Trust
As a section editor at a newspaper, I occasionally received calls from people complaining that the paper was filled with “bad news.” They wanted “good news,” they said.
I had little patience with these callers because for a journalist, there is no “good” or “bad” news. There’s just news, and the journalist’s job is to deliver it as objectively and accurately as possible. Readers can decide how, and to what extent, it affects them.
Now as a consumer of news, I have a different perspective. I still want journalists to provide accurate, objective news, whether I like it or not. If news outlets provided only news that made us happy, we wouldn’t have an accurate view of reality and that would be dangerous. But I get almost depressed when, day after day, the news is depressing.
Interviewed over 200 girls
Recently, I heard a broadcast of an interview of Nancy Jo Sales, who wrote a new book called American Girls. She spent 21/2 years researching the book, interviewing over 200 teenage girls around the country about their social media and Internet usage.
She found that many boys ask for, and often receive, nude pictures from girls as young as 13. The girls feel pressure to comply, partly because both boys and girls are greatly influenced by porn, which studies show they are accessing regularly and frequently.
The girls also feel they have nowhere to turn for help. They obviously don’t feel comfortable talking to their parents, or any adult for that matter. Do they respond to these requests from the boys? Should they feel flattered they’re asked? What happens if they do or don’t comply? If they do, they run the risk of widespread on-line exposure. If they don’t, they risk retaliation by boys threatening to spread vicious rumors in an attempt to ruin their reputations.
The worst part? “Nobody talks about it,” Sales says.
She also discovered a great deal of cyber-bullying, in which girls are most often the target. One girl, constantly seeking the approval of her on-line tormenters but never getting it, has attempted suicide several times. She gets “kill yourself” messages.
(The problem here, of course, is not the Internet and social media. It’s lack of parental oversight and involvement of parents in the lives of their children.)
The same day I heard news of an entirely different kind, but equally depressing, about the continued polling and electoral success of a presidential candidate who, judging by what he himself has said publicly, is a racist and bigot. This candidate’s world is inhabited by people he sees as “winners” and “losers,” keepers and throwaways. According to the polls and results from primaries, he is favored by a third of his party.
Of course, these news reports affecting society and our place in it don’t compare with the personal and familial problems many people have. So many are dealing with serious illness, financial ruin and upheaval in their families. Still, we seem to adapt our moods to the scale of our perceived fortunes, so even the news can make us sad.
So how does faith affect these perceptions and our reaction to them?
God ultimately in charge
People who sincerely search for God will eventually conclude that God is ultimately in charge and that wallowing in anxiety is useless and counter-productive. Of course, that conclusion – and applying it in our lives – doesn’t come easily. Humans are worriers. Trust is, however, an important benchmark in the search for God.
We only trust people we know, of course. That’s why doing all we can to “know” God – to the extent that’s possible – is so important. Prayer and study are indispensable to reach the goal of being able to say with the author of the Letter to the Romans in the Christian Bible, “If God is for us, who can be against us?”
I’ve used this prayer by Trappist monk and spiritual writer Thomas Merton in this blog before, but I think it’s worth repeating. It demonstrates the kind of trust people searching for God seek.
My Lord God, I have no idea where I am going. I do not see the road ahead of me. I cannot know where it will end. Nor do I really know myself, and the fact that I think that I am following your will does not mean that I am actually doing so.
But I believe that the desire to please you does in fact please you. And I hope that I have that desire in all I am doing. I hope that I will never do anything apart from that desire. And I know that if I do this, you will lead me by the right road, though I may know nothing about it.
Therefore, I trust you always, though I may seem to be lost in the shadow of death. I will not fear, for you are ever with me, and you will never leave me to face my perils alone.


### [Work instructions]
Copy out nothing but the lines from the one holding "Describe the element at coordinates (763, 73)" through the end of the entries below, exactly as written and without the pictures.

*** Begin section ***

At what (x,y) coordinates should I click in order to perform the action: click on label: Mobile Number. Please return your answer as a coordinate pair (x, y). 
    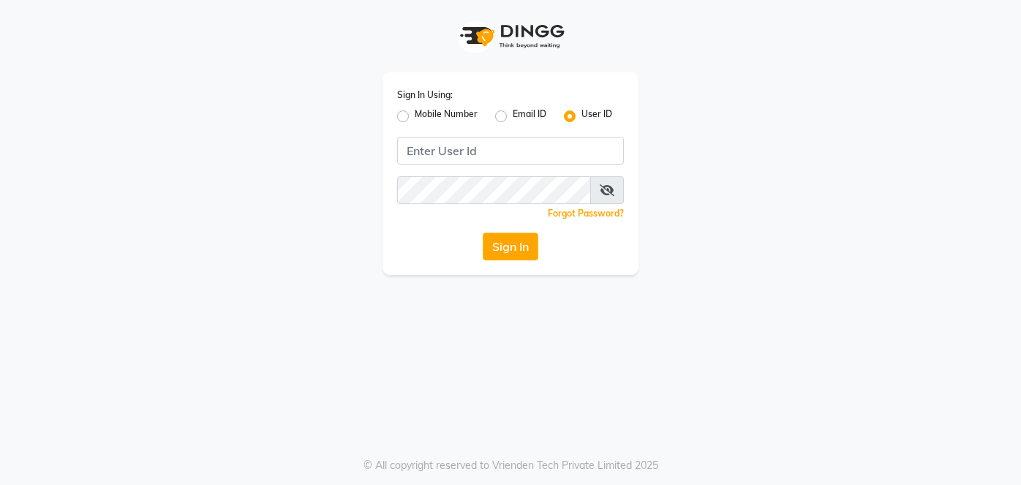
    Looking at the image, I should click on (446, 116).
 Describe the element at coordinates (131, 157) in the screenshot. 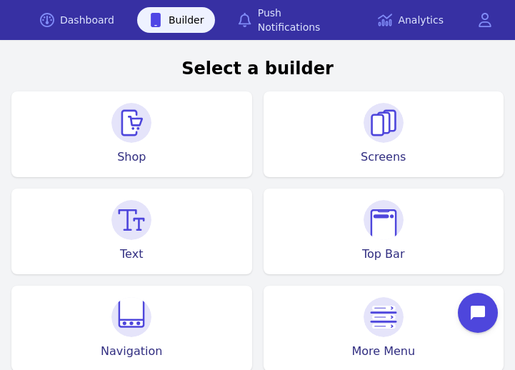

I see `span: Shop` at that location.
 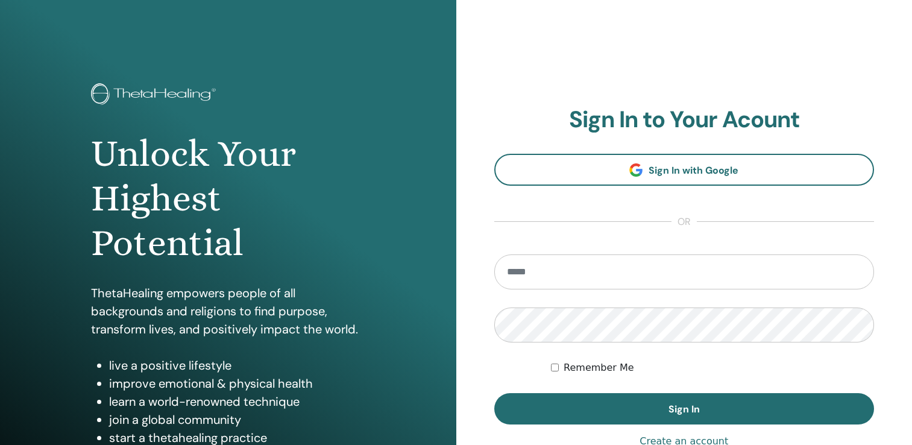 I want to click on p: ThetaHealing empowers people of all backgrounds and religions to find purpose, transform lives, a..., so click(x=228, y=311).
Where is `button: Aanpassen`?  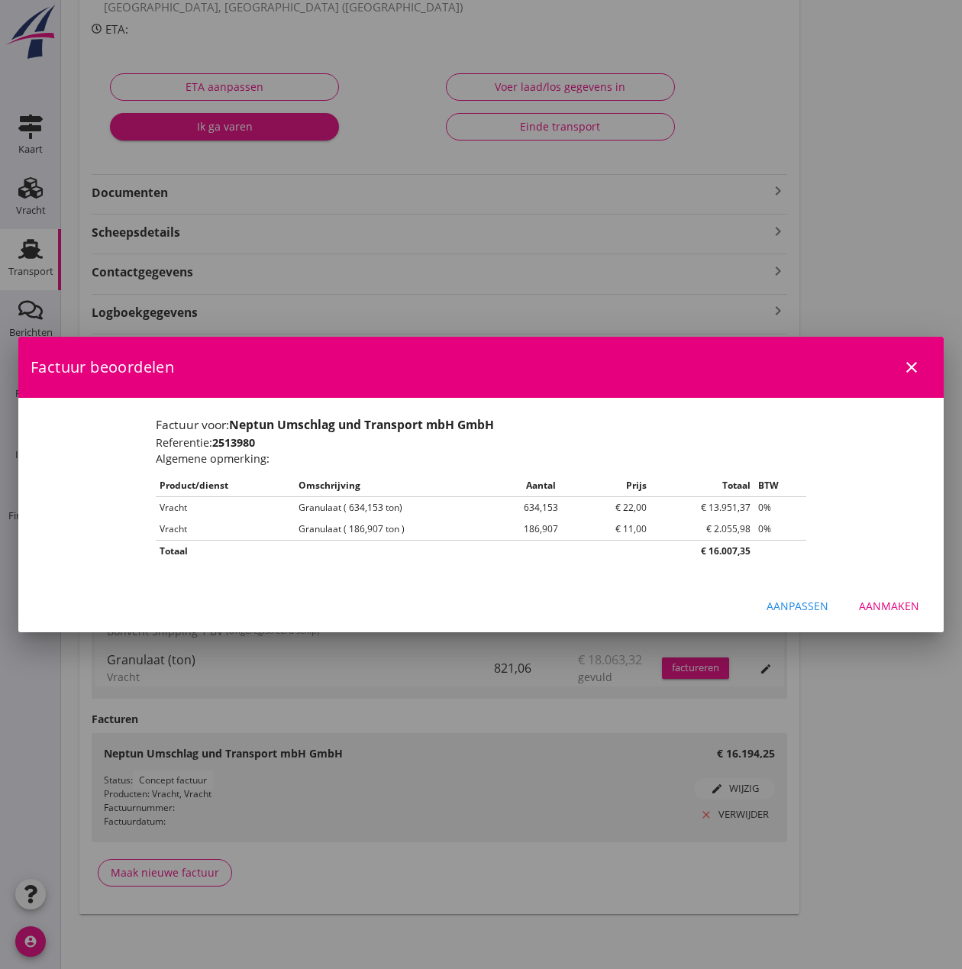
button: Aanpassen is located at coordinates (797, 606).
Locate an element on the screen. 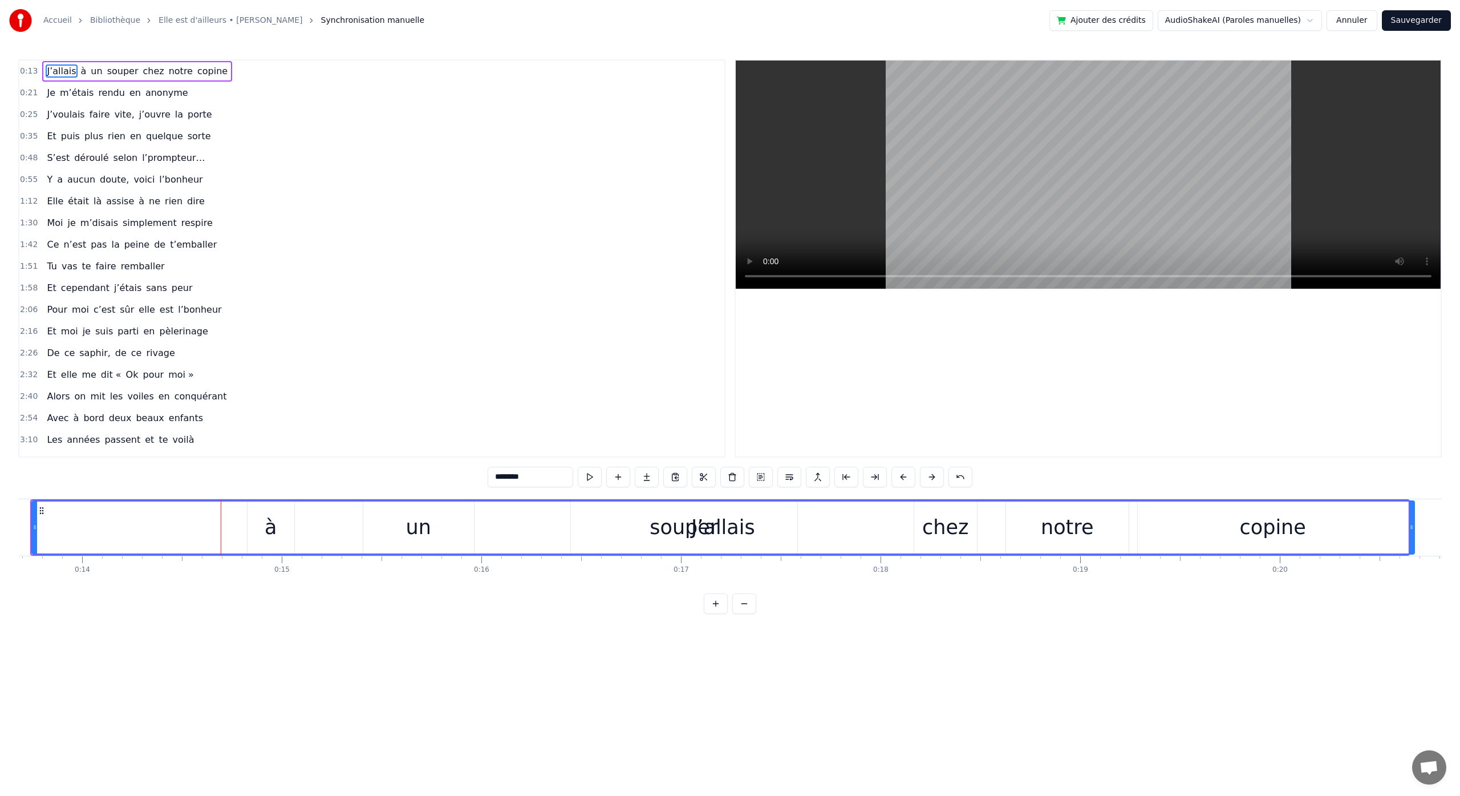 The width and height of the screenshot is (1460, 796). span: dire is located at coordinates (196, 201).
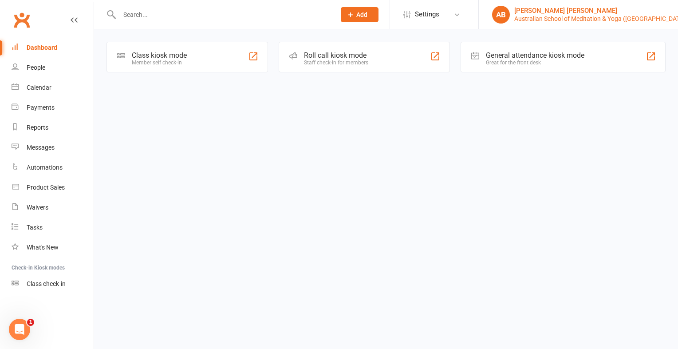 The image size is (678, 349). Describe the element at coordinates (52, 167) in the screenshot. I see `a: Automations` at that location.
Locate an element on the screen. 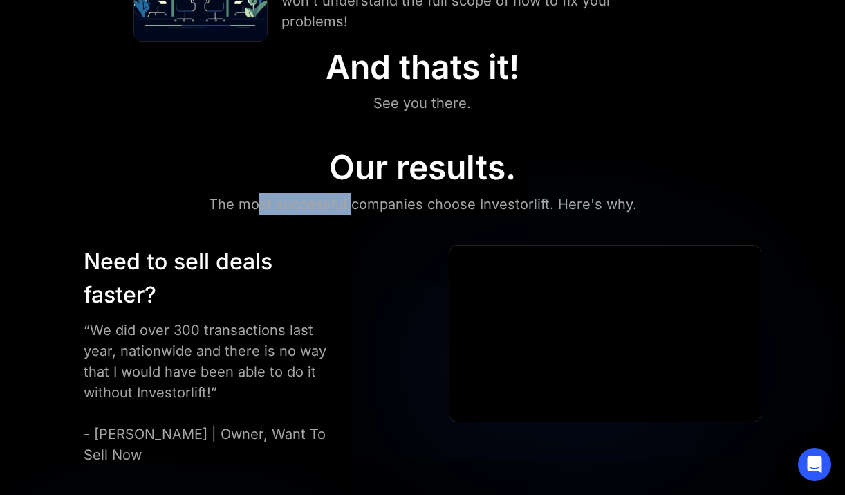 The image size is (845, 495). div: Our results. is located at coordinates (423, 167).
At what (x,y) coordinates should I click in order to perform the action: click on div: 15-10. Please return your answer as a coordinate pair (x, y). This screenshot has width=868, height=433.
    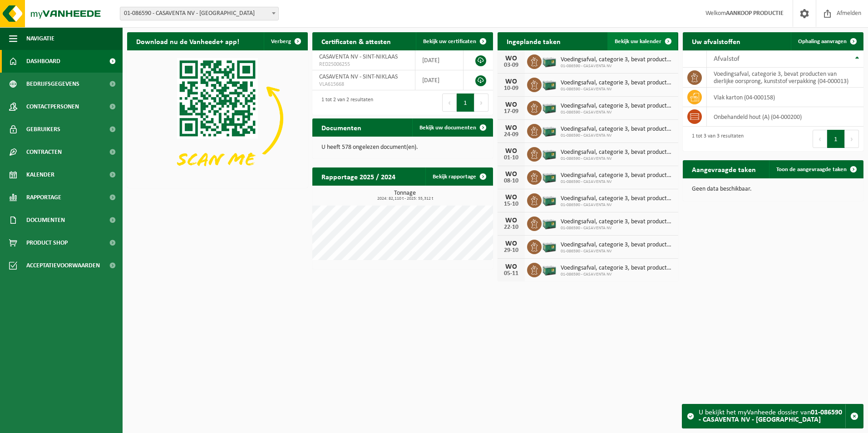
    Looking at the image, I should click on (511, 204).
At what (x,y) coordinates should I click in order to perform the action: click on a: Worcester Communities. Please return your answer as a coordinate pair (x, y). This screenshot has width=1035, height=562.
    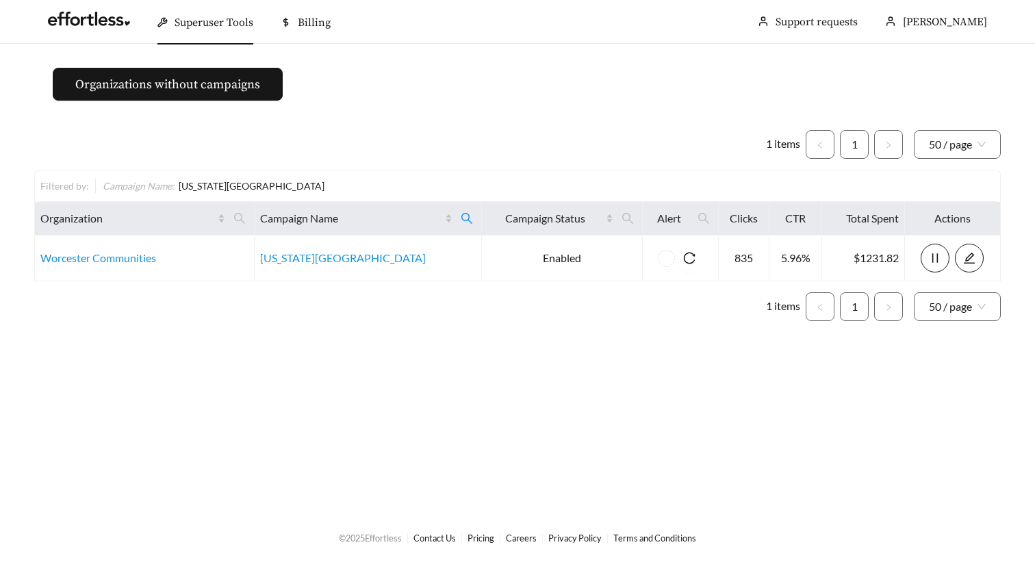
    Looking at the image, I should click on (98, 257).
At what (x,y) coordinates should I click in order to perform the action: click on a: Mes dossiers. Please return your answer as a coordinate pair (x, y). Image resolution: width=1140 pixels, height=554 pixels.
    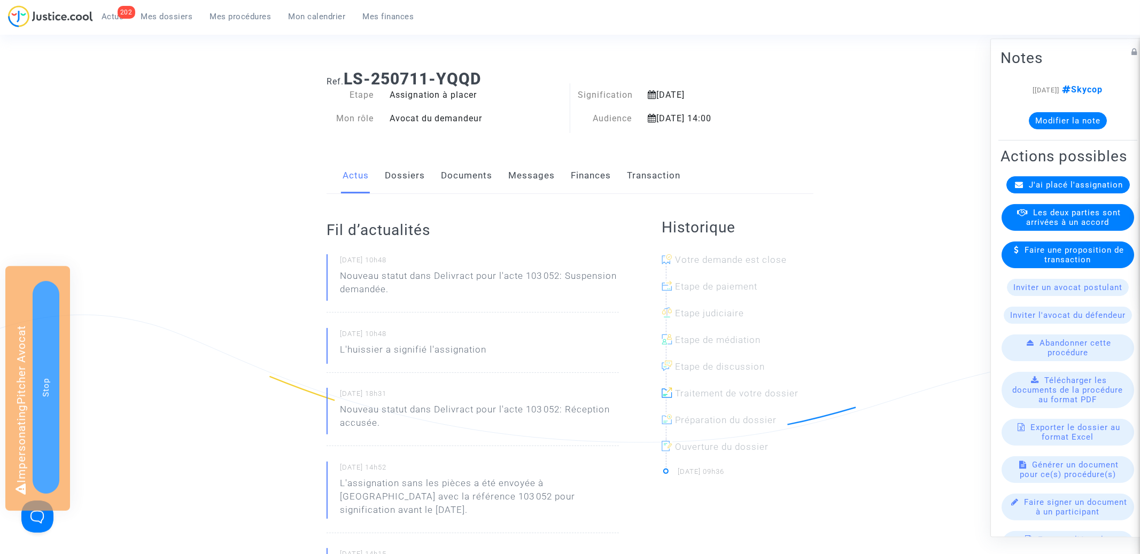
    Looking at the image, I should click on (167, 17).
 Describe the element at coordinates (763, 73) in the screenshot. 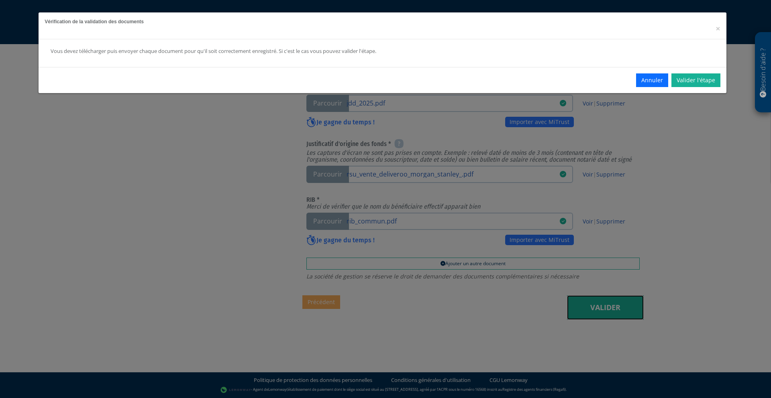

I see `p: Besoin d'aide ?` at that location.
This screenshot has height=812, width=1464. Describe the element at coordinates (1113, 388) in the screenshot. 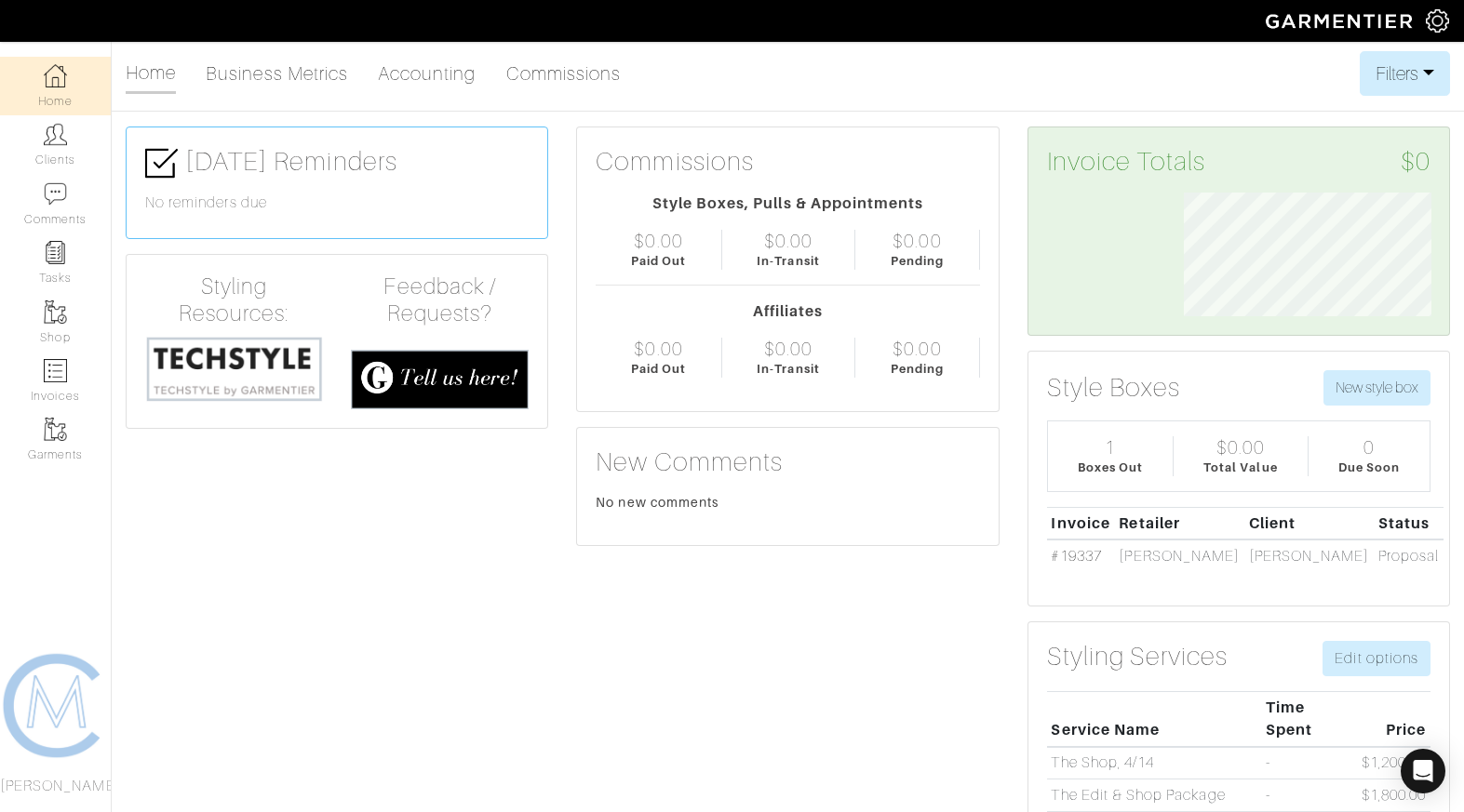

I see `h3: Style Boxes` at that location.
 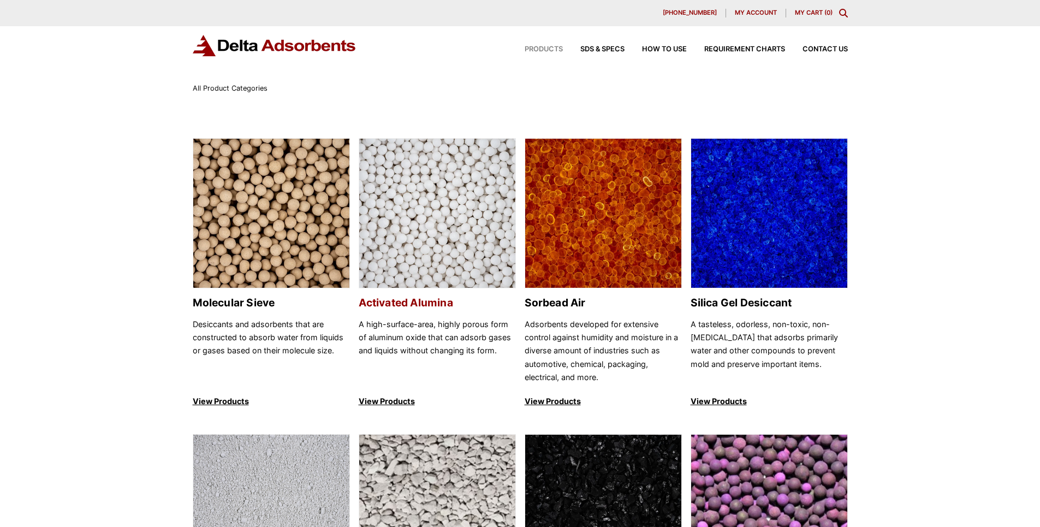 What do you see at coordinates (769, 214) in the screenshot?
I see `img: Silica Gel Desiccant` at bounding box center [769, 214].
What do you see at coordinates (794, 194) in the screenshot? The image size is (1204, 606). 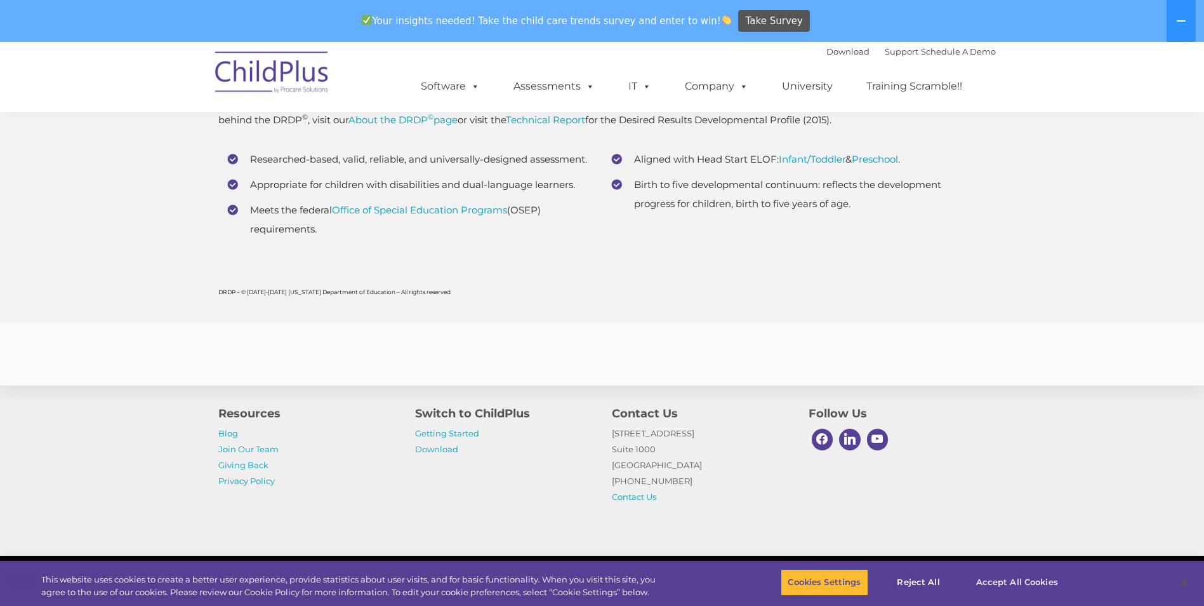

*** End section ***

### [Exercise output]
 Describe the element at coordinates (763, 73) in the screenshot. 

I see `p: Besoin d'aide ?` at that location.
This screenshot has height=812, width=1464. Describe the element at coordinates (1113, 388) in the screenshot. 

I see `h3: Style Boxes` at that location.
  What do you see at coordinates (769, 214) in the screenshot?
I see `img: Silica Gel Desiccant` at bounding box center [769, 214].
What do you see at coordinates (794, 194) in the screenshot? The image size is (1204, 606). 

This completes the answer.